U of S | Mailing List Archive | alt-photo-process-l | Re: alt exhibit

Re: alt exhibit



On Sep 6, 2007, at 7:57 AM, permadocument wrote:

On visiting the on-line alt exhibit I was impressed by the overall quality
of the retained works. A question arises: would it not be the moment to
define what we really mean when we speak of "alternative works".

I think "alternative works" could be defined any way a person or institution would care to define it, because "alternative works" doesn't mean anything to me particularly. Now that I understand that the call for work for this particular show defined "alternative" as such things as images from plastic cameras, pinhole images, photograms and the like, I'm not surprised to find such images, printed digitally, as part of the show.

For me, the confusion arose from their use of the phrase "alternative processes" as the title of the show. "Alternative processes" has come to mean, for me at least, and I suspect for some others as well, a specific set of handcoated processes. If they had named the show "alternative works" rather than "alternative processes," I wouldn't have had any expectation that the show would consist mostly if not wholly of works made by one or more of these handcoated "alternative processes," because as I said, "alternative works" could be anything at all as far as I'm concerned. Anthotypes, holga pictures, crossprocessed images, whatever, including the set of processes I know as "alternative processes."

And maybe "alternative processes" isn't a good name, because it does seem to denote "alternative to" x, and then you have to define what x is and accept everything outside x as "alternative." But I've never defined "alternative processes" as being whatever's left outside the boundaries of some x, to me it does have a positive definition as this particular group of processes, rather than a negative definition as "anything outside the mainstream." So maybe something else, like "handcoated processes" or "historical processes" would be a better name than "alternative processes."

I'm not yet ready to accept gelatin silver as an alternative process unless it's handcoated, and then I do think it belongs. But it's not surprising that we don't all agree precisely on where the boundaries lie that demark "alternative processes."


Lines with the word "right" are the answer; copy each of them from the data below.

The data START

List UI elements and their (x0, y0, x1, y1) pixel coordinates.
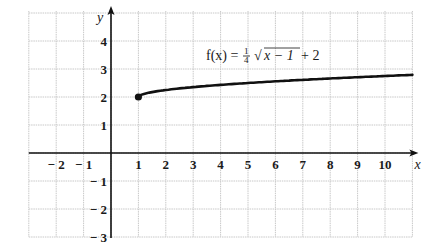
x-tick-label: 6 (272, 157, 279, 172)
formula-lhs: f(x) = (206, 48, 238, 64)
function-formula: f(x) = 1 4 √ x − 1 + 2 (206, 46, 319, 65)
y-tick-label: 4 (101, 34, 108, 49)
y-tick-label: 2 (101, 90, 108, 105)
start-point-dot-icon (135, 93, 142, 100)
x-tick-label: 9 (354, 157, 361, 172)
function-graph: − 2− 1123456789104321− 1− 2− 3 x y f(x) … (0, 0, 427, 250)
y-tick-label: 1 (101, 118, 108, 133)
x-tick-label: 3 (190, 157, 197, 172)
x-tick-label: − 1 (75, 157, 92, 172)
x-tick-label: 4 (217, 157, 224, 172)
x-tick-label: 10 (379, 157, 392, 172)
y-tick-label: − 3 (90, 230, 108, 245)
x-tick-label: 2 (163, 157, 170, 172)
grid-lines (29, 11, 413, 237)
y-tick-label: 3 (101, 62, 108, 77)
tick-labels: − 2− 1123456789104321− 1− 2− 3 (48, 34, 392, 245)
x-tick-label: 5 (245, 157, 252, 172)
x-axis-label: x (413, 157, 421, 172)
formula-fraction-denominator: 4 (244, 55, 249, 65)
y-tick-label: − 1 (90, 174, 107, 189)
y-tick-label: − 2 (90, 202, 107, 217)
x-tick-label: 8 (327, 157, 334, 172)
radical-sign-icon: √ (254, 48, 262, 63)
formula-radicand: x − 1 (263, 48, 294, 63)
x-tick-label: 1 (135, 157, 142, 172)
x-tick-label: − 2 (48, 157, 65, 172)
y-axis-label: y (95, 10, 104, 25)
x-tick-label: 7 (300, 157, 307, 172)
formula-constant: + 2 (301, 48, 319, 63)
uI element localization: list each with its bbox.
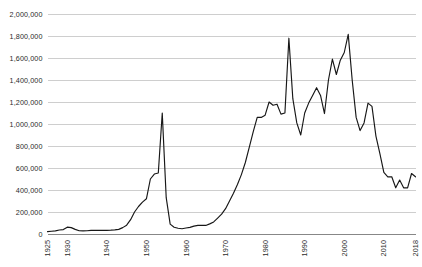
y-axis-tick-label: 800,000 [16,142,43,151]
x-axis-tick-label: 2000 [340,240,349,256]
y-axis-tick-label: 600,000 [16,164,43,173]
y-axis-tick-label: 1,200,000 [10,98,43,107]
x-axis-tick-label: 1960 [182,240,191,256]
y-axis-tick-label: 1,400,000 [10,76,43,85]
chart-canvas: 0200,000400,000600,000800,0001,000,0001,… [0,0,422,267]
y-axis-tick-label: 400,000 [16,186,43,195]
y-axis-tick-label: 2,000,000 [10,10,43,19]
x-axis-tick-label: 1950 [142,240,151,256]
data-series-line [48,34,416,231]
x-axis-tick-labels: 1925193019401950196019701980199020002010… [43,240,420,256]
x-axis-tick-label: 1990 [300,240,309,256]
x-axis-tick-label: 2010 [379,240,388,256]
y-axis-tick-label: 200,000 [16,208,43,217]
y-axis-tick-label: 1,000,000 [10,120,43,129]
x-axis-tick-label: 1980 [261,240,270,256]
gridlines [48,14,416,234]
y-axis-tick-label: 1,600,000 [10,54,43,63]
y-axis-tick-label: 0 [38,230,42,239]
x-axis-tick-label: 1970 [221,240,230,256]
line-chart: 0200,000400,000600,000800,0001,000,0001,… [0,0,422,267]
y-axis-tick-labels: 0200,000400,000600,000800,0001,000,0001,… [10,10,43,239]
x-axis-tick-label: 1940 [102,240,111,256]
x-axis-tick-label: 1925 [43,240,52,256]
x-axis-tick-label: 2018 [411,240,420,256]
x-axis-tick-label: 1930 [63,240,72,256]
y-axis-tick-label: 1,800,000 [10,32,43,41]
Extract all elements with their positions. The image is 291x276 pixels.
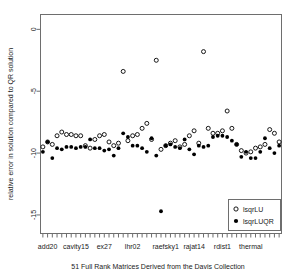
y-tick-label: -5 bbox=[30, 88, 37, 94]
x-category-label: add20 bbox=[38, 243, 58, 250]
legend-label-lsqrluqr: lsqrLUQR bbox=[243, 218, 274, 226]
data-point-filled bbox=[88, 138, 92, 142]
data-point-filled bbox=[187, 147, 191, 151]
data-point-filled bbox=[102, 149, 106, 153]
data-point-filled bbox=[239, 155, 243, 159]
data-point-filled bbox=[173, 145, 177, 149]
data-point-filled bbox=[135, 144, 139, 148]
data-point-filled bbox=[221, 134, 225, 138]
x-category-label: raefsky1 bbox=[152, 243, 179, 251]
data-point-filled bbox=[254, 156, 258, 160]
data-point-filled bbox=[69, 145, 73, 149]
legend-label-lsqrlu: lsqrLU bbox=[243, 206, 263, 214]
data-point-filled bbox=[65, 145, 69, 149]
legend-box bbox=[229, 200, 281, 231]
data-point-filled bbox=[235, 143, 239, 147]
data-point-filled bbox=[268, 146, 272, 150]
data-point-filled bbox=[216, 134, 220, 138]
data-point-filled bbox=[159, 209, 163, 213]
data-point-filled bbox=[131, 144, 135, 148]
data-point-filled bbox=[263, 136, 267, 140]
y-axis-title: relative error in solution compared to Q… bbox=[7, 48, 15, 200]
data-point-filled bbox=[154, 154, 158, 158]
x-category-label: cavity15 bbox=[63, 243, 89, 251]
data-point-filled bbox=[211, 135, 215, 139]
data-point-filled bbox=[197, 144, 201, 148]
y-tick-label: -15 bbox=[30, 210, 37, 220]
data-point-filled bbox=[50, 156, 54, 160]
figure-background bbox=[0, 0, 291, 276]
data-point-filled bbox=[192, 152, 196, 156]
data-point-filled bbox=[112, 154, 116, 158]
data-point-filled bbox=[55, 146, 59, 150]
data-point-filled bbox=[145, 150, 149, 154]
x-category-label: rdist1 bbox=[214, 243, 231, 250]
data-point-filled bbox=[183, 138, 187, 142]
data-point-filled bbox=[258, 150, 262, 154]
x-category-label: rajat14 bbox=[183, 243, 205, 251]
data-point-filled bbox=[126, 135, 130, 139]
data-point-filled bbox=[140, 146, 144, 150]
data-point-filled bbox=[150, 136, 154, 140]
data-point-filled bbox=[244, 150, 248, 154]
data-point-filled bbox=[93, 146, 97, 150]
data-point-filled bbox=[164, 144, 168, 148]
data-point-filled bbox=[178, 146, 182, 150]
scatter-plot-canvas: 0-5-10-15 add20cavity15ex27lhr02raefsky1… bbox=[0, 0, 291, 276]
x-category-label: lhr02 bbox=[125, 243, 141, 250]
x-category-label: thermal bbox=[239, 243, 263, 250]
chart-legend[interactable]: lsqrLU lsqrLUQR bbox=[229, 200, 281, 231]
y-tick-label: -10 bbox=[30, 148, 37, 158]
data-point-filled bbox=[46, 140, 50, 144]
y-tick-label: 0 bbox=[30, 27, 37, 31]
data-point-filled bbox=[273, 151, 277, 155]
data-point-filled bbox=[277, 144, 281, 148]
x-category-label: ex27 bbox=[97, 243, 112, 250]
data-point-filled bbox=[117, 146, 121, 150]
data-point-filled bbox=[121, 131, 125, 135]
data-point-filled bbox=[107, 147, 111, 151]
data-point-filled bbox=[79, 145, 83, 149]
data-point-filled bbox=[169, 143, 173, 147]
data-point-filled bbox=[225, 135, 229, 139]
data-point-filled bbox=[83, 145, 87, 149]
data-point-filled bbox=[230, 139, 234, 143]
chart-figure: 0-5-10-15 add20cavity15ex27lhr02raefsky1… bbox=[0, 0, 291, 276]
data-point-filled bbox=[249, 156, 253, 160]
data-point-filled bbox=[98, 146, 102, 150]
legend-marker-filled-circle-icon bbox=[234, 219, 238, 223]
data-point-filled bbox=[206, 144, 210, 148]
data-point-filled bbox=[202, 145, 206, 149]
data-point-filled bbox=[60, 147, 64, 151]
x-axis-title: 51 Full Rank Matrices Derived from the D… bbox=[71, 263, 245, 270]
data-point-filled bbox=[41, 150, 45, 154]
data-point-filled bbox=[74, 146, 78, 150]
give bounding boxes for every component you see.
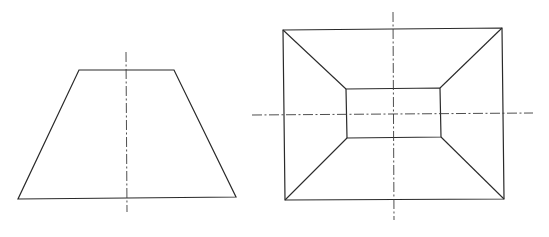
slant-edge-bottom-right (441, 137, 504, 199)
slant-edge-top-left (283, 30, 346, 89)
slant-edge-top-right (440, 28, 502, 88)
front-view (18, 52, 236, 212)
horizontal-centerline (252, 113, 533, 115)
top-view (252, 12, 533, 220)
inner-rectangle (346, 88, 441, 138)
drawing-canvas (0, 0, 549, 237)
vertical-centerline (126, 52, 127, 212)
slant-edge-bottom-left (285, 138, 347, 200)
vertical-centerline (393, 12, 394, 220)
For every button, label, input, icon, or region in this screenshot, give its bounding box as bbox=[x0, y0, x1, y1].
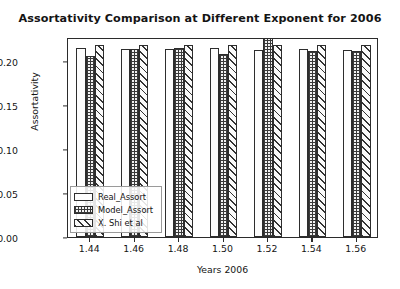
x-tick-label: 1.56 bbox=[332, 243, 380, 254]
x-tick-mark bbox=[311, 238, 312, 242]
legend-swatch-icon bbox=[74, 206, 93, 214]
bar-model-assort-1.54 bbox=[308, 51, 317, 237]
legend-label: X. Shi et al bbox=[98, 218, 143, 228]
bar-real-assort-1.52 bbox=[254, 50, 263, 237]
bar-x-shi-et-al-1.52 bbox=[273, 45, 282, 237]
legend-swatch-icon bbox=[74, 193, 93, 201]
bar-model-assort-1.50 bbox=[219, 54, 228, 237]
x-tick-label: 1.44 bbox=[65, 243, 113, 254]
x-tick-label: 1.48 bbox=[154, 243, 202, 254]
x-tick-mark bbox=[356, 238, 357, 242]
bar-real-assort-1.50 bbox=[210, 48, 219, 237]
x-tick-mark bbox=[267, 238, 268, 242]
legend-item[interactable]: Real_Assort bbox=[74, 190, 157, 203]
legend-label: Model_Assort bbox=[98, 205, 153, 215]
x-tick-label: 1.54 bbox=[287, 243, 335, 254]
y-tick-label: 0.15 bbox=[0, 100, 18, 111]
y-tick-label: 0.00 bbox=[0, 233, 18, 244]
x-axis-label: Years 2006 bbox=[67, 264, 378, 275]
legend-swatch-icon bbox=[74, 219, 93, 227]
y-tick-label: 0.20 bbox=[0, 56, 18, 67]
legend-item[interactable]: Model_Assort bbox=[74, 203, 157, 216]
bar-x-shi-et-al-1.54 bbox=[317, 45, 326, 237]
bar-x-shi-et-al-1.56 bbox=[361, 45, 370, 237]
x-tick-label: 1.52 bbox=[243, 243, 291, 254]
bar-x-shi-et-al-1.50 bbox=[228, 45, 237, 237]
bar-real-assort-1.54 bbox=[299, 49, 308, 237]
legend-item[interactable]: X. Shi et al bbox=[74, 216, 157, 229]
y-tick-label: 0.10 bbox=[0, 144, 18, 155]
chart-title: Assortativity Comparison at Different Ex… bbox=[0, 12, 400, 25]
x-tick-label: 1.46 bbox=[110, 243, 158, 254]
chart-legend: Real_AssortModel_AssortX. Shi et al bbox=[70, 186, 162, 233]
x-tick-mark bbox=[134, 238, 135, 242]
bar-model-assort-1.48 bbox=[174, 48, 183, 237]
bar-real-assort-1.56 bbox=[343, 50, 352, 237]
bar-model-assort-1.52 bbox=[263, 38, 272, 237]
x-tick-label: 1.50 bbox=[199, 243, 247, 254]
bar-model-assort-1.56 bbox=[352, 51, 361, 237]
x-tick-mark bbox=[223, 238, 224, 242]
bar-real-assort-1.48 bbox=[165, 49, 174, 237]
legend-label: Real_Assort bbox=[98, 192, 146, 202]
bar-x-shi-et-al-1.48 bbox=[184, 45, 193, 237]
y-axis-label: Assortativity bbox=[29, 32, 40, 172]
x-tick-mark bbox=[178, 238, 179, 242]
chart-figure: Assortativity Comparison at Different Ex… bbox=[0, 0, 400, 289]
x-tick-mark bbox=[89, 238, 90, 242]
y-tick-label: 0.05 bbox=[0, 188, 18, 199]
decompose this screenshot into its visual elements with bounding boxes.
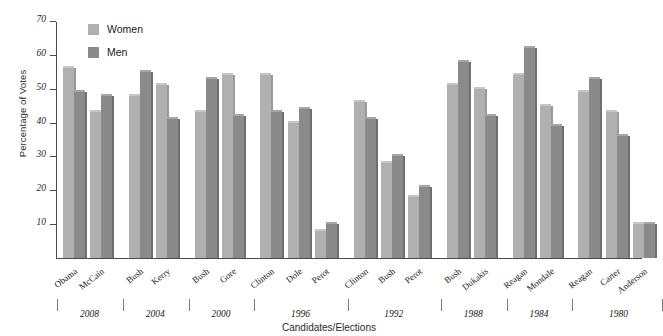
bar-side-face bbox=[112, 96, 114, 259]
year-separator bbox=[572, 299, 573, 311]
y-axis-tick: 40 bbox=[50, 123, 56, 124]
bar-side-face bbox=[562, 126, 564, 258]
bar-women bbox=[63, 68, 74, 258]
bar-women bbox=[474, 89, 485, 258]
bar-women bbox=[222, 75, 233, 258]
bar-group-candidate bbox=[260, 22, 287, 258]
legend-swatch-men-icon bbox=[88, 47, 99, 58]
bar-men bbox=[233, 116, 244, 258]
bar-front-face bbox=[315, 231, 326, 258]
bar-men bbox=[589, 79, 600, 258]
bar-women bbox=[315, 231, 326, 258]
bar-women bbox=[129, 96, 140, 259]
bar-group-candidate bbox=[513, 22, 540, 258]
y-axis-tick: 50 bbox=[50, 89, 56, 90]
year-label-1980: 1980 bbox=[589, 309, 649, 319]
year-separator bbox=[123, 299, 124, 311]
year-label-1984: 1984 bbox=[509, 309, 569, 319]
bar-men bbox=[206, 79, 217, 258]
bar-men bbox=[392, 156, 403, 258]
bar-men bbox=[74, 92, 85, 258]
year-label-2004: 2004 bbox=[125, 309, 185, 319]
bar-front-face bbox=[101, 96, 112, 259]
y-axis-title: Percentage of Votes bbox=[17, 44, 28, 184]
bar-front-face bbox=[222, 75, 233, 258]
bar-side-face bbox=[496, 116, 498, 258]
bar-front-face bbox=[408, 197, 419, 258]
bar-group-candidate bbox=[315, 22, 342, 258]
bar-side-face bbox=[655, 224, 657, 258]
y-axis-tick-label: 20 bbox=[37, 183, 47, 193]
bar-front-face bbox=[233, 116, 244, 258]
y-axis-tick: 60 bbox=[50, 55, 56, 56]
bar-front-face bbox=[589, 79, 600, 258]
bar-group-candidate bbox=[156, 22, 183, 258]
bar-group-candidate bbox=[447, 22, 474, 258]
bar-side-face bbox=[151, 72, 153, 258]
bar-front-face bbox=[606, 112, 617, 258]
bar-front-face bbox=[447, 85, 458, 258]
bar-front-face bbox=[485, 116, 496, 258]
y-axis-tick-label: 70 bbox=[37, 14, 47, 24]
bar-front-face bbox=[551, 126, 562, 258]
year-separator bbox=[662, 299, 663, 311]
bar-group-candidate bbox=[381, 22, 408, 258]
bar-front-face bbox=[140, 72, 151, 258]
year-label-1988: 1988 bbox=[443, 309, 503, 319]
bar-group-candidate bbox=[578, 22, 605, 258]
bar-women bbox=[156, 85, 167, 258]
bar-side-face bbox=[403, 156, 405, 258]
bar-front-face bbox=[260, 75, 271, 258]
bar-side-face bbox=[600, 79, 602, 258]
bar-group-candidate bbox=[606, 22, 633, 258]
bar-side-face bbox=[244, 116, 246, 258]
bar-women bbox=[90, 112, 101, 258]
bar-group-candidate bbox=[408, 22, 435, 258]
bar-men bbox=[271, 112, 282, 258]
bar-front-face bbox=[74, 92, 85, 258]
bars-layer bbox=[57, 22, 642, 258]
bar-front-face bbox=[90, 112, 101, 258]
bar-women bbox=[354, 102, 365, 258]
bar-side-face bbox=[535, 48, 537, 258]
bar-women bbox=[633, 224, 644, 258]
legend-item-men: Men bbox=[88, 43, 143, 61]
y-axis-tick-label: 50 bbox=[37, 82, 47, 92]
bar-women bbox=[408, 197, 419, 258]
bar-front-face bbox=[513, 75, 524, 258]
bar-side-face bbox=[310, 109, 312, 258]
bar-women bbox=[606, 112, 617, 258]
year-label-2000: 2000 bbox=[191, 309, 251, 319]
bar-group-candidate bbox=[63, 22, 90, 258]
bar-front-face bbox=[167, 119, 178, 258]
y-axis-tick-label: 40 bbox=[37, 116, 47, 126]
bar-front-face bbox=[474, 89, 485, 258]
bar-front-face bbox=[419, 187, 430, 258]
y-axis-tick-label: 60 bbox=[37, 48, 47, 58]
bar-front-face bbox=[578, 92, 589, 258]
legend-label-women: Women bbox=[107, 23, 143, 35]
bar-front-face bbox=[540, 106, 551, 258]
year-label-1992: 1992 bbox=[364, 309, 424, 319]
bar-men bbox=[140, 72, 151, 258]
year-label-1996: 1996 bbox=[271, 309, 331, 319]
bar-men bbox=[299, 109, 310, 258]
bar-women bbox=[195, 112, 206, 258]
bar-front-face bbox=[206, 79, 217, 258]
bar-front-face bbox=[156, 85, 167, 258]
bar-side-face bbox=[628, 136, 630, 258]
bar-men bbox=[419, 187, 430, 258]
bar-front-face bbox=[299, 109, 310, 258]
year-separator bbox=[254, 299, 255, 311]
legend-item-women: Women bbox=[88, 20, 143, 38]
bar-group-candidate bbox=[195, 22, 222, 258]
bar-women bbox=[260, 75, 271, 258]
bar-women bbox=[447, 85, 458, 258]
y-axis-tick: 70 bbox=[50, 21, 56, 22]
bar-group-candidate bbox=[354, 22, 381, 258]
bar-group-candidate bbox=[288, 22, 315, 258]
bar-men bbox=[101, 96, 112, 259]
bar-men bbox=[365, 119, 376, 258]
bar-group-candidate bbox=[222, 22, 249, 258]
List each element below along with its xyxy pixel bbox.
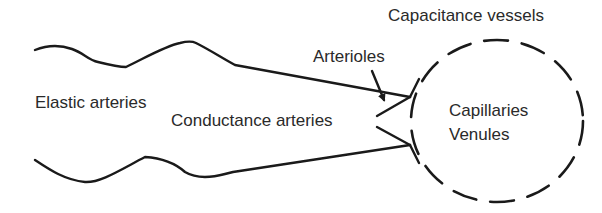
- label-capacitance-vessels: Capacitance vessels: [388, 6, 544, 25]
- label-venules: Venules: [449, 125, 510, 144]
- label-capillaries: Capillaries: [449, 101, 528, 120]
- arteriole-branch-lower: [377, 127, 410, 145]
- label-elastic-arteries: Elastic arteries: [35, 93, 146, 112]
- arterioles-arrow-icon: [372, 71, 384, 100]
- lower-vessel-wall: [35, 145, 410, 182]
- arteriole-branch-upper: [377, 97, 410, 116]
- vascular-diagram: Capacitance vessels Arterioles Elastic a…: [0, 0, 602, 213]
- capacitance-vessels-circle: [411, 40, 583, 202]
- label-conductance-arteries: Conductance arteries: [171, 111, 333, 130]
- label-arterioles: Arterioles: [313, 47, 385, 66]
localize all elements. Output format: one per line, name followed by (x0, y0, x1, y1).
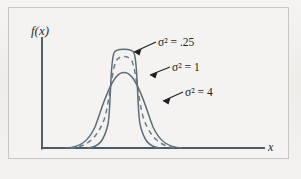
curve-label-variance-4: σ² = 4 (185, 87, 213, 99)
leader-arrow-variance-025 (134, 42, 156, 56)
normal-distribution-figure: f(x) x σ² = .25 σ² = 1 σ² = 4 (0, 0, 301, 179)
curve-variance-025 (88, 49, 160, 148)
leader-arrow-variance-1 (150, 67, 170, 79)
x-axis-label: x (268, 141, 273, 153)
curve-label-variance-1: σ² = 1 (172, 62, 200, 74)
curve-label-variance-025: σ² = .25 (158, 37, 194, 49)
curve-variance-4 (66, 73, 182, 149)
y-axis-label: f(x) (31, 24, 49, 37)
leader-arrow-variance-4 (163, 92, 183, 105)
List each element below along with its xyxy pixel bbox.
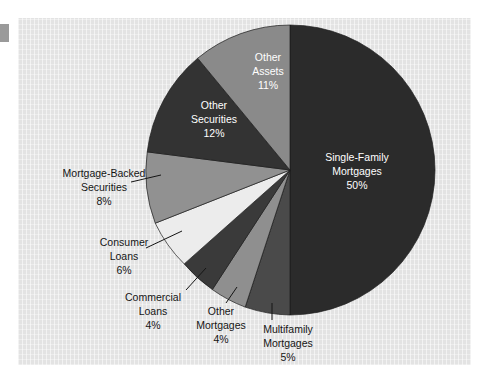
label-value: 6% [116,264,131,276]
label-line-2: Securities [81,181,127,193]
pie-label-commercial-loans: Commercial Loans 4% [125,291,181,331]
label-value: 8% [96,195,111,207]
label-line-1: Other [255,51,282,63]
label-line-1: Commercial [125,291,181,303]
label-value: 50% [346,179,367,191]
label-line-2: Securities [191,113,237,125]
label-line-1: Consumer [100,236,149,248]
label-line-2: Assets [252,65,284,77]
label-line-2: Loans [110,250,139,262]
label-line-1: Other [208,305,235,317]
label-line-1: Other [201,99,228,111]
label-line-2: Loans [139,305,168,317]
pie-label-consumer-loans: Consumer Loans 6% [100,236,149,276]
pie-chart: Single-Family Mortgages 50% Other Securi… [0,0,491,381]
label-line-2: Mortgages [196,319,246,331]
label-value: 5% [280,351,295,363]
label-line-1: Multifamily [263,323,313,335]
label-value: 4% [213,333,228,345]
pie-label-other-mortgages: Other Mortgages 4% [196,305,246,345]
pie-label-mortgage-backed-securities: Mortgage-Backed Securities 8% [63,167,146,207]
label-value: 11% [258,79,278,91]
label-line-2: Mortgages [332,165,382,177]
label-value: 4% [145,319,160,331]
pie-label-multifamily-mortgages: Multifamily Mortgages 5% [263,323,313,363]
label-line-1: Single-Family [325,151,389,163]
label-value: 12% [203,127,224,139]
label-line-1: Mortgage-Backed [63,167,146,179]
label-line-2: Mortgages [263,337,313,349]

The data END

### Solution to this task
slant-edge-bottom-right (441, 137, 504, 199)
slant-edge-top-right (440, 28, 502, 88)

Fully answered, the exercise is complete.